Unlike the 10-K form corporations submit to the Securities and Exchange Commission—on which the metrics for a firm’s performance are standard—Ho noted that agency program performance data require interpretation. Because “government is not for profit but mission-driven, you must follow the money to the program level to get to the performance question.” One wants to know a program’s output, as in how many school lunches were served, but eventually one wants to know the outcome—did it improve student health?

“We want to engage agencies to make better decisions, not just throw data at them,” Ho added. During the across-the-board cuts from sequestration, for example, “there was a lack of data that could have been used to better prioritize. Not all programs are the same." A chief financial officer “may have access to only a subset of data, but come this May, they will see what data is at their fingertips to advise senior leadership on program effectiveness.”

Ho and her small staff, which she described as “passionate, dedicated and talented,” bring different background perspectives—from Congress, industry and nonprofits such as the Sunlight Foundation. They are “excited about the potential outcomes”—better government and helping drive more innovation in industry. And, assuming agencies deliver all required data, they are confident of meeting the May deadline, Ho said.

Also optimistic is Hudson Hollister, the executive director of the industry Data Coalition who has advised Treasury’s implementation unit. “Will the data they report be perfect? Heavens, no,” he told Government Executive. “Will they report something? Yes. Will we encourage them to keep working on it and encourage good examples? Yes.”

The ultimate value intended by the DATA Act, Ho said, “is the outcome, how the recipients carry out their tasks, whether it’s providing school lunches, safety or housing. For the first time we can connect spending from the appropriation to the actual recipient. When they put that final-format data on in May, people will see “who got the money and how much? And the next question is: What did the taxpayer get out of it?”

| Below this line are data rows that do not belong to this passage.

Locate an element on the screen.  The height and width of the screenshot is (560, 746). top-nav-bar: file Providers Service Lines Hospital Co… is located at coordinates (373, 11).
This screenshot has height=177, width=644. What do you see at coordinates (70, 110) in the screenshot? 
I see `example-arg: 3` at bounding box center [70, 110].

An inside-the-government byproduct flagged by Lebryk, who serves on the DATA Act executive steering committee, is that “the DATA Act has resonated deeply in the CFO community. It’s really important in the evolution of functions.” Unlike a traditional control audit statement that reports on past spending, newly standardized digital data will “provide useful information day to day that will enhance the CFO’s role and value to decision makers.” That’s how Lebryk made the business case for the DATA Act, and the community embraced it, he said.

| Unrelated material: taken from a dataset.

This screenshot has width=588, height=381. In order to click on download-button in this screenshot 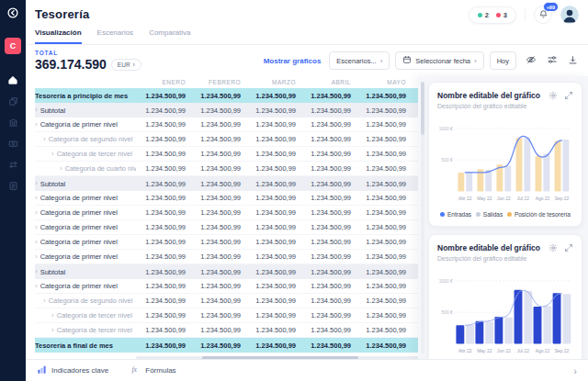, I will do `click(573, 61)`.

Will the two years of steady effort continue apace under the incoming Trump administration? Lebryk, a career Treasury official with 28 years’ experience, notes that he has been through many transitions. “My sense is that data transparency and how spending happens is important to any administration, so our work will serve as a foundation,” he said. Incumbent Treasury Secretary Jack Lew “gave instructions to make it smooth, and the way transitions go smoothly is when people understand the importance of the work.” Treasury’s work is “a core function of government,” he added, so he expects embracing the DATA Act “to be equally important to next administration.”

 Image via Joseph Sohm/Shutterstock.com.